19 comments
  • spankalee1h

    Parallel and sequential, especially at the command level, are really the wrong abstractions for running scripts. If you have multiple packages, each with builds, there's a high chance you have dependencies and multiple packages depending on common ones.

    What you really want is a way for scripts to describe their dependencies, and then the runner figures out what order to run them in, and cache scripts that don't need to be run because their inputs didn't change.

    Wireit[1] is an npm script runner that adds that incrementally on top of package.json. I can't manage an npm monorepo without it now.

    Deno started integrating the idea directly into their built-in script runner. I think this is an important enough feature that more runtimes should follow Deno's lead.

    [1]: https://github.com/google/wireit

    • pyrolistical27m

      If only we could make something like that

      But now we would need each script to independently do their own caching, which isn’t all bad. At least you have more cross runner compatibility and resilience

  • rcarmo14m

    This is nice to see, but I'm curious to check if the web socket bugs are all gone (I had a watch on a particular one that stopped me from running Node-RED in some circumstances, but can't find it on mobile...)

  • giorgioz2h

    Is it more common in English to use there terms Parallel and Sequential or Parallel and Series ? Made a React Library to generate video as code and named two components <Parallel> <Series> I was wondering if those were two best terms two use...

    • harshreality2h

      Electric engineering talks about parallel and series. (including the old parallel and serial ports on computers, before almost everything became serial)

      Programming talks about parallelism or concurrency or threading. (single-threading, multi-threading)

      Or synchronous and asynchronous.

      The legal system talks about concurrent and consecutive.

      Process descriptions might use "sequential" rather than consecutive or series.

      "Linear" is another possibility, but it's overloaded since it's often used in reference to mathematics.

    • gradys2h

      Both would be understood and are roughly interchangeable.

      "Sequential" feels more appropriate to me for the task runner scenario where we wait for one task to finish before running the next.

      "Series" suggests a kind of concurrency to me because of the electrical circuit context, where the outputs of one are flowing into the next, but both are running concurrently. Processes that are Unix piped into each other would be another thing that feels more like a "series" than a "sequence".

    • smlavine2h

      When talking in terms of software parallelism, "parallel" and "sequential" are more common to describe, for example, multi-threaded vs. single-threaded implementations.

    • cornstalks2h

      I think your average person knows what sequential means but might not remember what series means. Personally I always remember the meaning of series in “parallel vs series” because it must be the opposite of parallel. I’m not proud of the fact that I always forget and have to re-intuit the meaning every time, but the only time I ever see “series” is when people are talking about a TV show or electronics.

    • richbell2h

      Parallel and Series makes sense to me; it's also the terminology used for electrical circuits.

  • johnfn2h

    Genuine question out of curiosity. Why do I want parallel and sequential when I can just write a simple bash script to accomplish the same thing? Is there some additional complexity I’m missing?

    • btown1h

      As a note here, there are a lot of resources that make bash seem incredibly arcane, with custom functions often recommended. But a simple interruptible script to run things in parallel can be as simple as:

          (trap 'kill 0' INT TERM; cmd1 & cmd2 & cmd3 & wait)
      
      Or, for 1+2 sequentially, in parallel with 3+4 sequentially:

          (trap 'kill 0' INT TERM;
            (cmd1 && cmd2) &
            (cmd3 && cmd4) &
            wait
          )
      
      (To oversimplify: The trap propagates the signal (with 'kill') to the process group 0 made by the () parens; this only needs to be set at the top level. & means run in background, && means run and continue only on success.)

      There are other reasons one might not want to depend on bash, but it's not something to be afraid of!

    • rafaelmn1h

      I get where you're coming from and if this was a package I'd agree - but having this built in/part of the tooling is nice - one less dependency - bash isn't as ubiquitous as you assume.

    • runjake2h

      This is cleaner and you don't have to write a bash script. It's one (well, several: the script, bash, and it's dependencies) less thing, which is important in containers and for scale.

    • an_ko2h

      It lets developers on Windows also build and test your package in parallel mode. If you make your build scripts bash, they're Linux-only.

      • maccard2h

        > if you make your build scripts bash, they’re Linux only

        Git bash exists on windows and is perfectly usable.

        • hu32h

          It's still much less dependable compared to something fully supported like Bun.

    • re-thc1h

      > when I can just write a simple bash script to accomplish the same thing

      At this point you don't need most things...

      • johnfn58m

        But this is no more than 5 lines of code. If it was 100 I’d understand.

    • paulddraper2h

      A few reasons.

      1. Minor speed boost from not needing bun multiple times (or extract the build/test/lint commands from package.json).

      2. You can query/filter commands. E.g. run all my tests (both unit and integration).

      3.You avoid needing a separate Bash install (for Windows).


> HOW TO COMPLETE THIS TASK
Without the images, reproduce every entry exactly.
-- EXCERPTED RECORDS follows --
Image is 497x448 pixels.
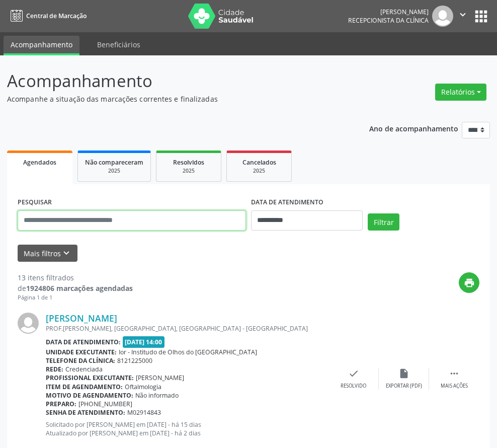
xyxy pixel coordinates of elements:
[7,8,86,24] a: Central de Marcação
[136,374,184,382] span: [PERSON_NAME]
[435,83,486,101] button: Relatórios
[135,391,179,400] span: Não informado
[4,36,79,55] a: Acompanhamento
[18,195,52,210] label: PESQUISAR
[46,365,64,374] b: Rede:
[348,8,428,16] div: [PERSON_NAME]
[163,167,214,175] div: 2025
[66,365,103,374] span: Credenciada
[441,382,467,389] div: Mais ações
[7,94,345,104] p: Acompanhe a situação das marcações correntes e finalizadas
[18,283,133,293] div: de
[46,374,134,382] b: Profissional executante:
[46,324,329,332] div: PROF.[PERSON_NAME], [GEOGRAPHIC_DATA], [GEOGRAPHIC_DATA] - [GEOGRAPHIC_DATA]
[386,382,422,389] div: Exportar (PDF)
[348,368,359,379] i: check
[459,272,479,293] button: print
[123,336,165,348] span: [DATE] 14:00
[340,382,366,389] div: Resolvido
[46,313,117,324] a: [PERSON_NAME]
[463,277,475,288] i: print
[46,400,76,408] b: Preparo:
[46,391,133,400] b: Motivo de agendamento:
[369,122,458,134] p: Ano de acompanhamento
[453,6,472,26] button: 
[368,213,399,231] button: Filtrar
[173,158,204,166] span: Resolvidos
[18,272,133,283] div: 13 itens filtrados
[127,408,161,417] span: M02914843
[18,244,77,262] button: Mais filtroskeyboard_arrow_down
[46,382,123,391] b: Item de agendamento:
[432,6,453,26] img: img
[18,313,39,333] img: img
[85,158,143,166] span: Não compareceram
[398,368,410,379] i: insert_drive_file
[78,400,132,408] span: [PHONE_NUMBER]
[90,36,148,53] a: Beneficiários
[117,356,153,365] span: 8121225000
[242,158,276,166] span: Cancelados
[26,12,86,20] span: Central de Marcação
[449,368,460,379] i: 
[85,167,143,175] div: 2025
[234,167,284,175] div: 2025
[61,247,72,259] i: keyboard_arrow_down
[119,348,257,356] span: Ior - Institudo de Olhos do [GEOGRAPHIC_DATA]
[457,9,468,20] i: 
[46,348,116,356] b: Unidade executante:
[251,195,324,210] label: DATA DE ATENDIMENTO
[26,284,133,293] strong: 1924806 marcações agendadas
[7,68,345,94] p: Acompanhamento
[46,408,125,417] b: Senha de atendimento:
[18,293,133,302] div: Página 1 de 1
[46,356,115,365] b: Telefone da clínica:
[348,16,428,24] span: Recepcionista da clínica
[472,8,490,25] button: apps
[46,420,329,437] p: Solicitado por [PERSON_NAME] em [DATE] - há 15 dias Atualizado por [PERSON_NAME] em [DATE] - há 2...
[125,382,161,391] span: Oftalmologia
[23,158,56,166] span: Agendados
[46,338,121,346] b: Data de atendimento:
-- EXCERPTED RECORDS concluded --
> ANSWER TO THIS EXERCISE
Image is 497x448 pixels.
xyxy pixel coordinates of elements:
[7,8,86,24] a: Central de Marcação
[136,374,184,382] span: [PERSON_NAME]
[435,83,486,101] button: Relatórios
[135,391,179,400] span: Não informado
[4,36,79,55] a: Acompanhamento
[18,195,52,210] label: PESQUISAR
[46,365,64,374] b: Rede:
[348,8,428,16] div: [PERSON_NAME]
[163,167,214,175] div: 2025
[66,365,103,374] span: Credenciada
[441,382,467,389] div: Mais ações
[7,94,345,104] p: Acompanhe a situação das marcações correntes e finalizadas
[18,283,133,293] div: de
[46,374,134,382] b: Profissional executante:
[46,324,329,332] div: PROF.[PERSON_NAME], [GEOGRAPHIC_DATA], [GEOGRAPHIC_DATA] - [GEOGRAPHIC_DATA]
[386,382,422,389] div: Exportar (PDF)
[348,368,359,379] i: check
[459,272,479,293] button: print
[123,336,165,348] span: [DATE] 14:00
[340,382,366,389] div: Resolvido
[46,313,117,324] a: [PERSON_NAME]
[463,277,475,288] i: print
[46,400,76,408] b: Preparo:
[46,391,133,400] b: Motivo de agendamento:
[369,122,458,134] p: Ano de acompanhamento
[453,6,472,26] button: 
[368,213,399,231] button: Filtrar
[173,158,204,166] span: Resolvidos
[18,272,133,283] div: 13 itens filtrados
[127,408,161,417] span: M02914843
[18,244,77,262] button: Mais filtroskeyboard_arrow_down
[46,382,123,391] b: Item de agendamento:
[432,6,453,26] img: img
[18,313,39,333] img: img
[85,158,143,166] span: Não compareceram
[398,368,410,379] i: insert_drive_file
[78,400,132,408] span: [PHONE_NUMBER]
[90,36,148,53] a: Beneficiários
[117,356,153,365] span: 8121225000
[242,158,276,166] span: Cancelados
[26,12,86,20] span: Central de Marcação
[449,368,460,379] i: 
[85,167,143,175] div: 2025
[234,167,284,175] div: 2025
[61,247,72,259] i: keyboard_arrow_down
[119,348,257,356] span: Ior - Institudo de Olhos do [GEOGRAPHIC_DATA]
[457,9,468,20] i: 
[46,348,116,356] b: Unidade executante:
[251,195,324,210] label: DATA DE ATENDIMENTO
[26,284,133,293] strong: 1924806 marcações agendadas
[7,68,345,94] p: Acompanhamento
[46,408,125,417] b: Senha de atendimento:
[18,293,133,302] div: Página 1 de 1
[46,356,115,365] b: Telefone da clínica:
[348,16,428,24] span: Recepcionista da clínica
[472,8,490,25] button: apps
[46,420,329,437] p: Solicitado por [PERSON_NAME] em [DATE] - há 15 dias Atualizado por [PERSON_NAME] em [DATE] - há 2...
[125,382,161,391] span: Oftalmologia
[23,158,56,166] span: Agendados
[46,338,121,346] b: Data de atendimento:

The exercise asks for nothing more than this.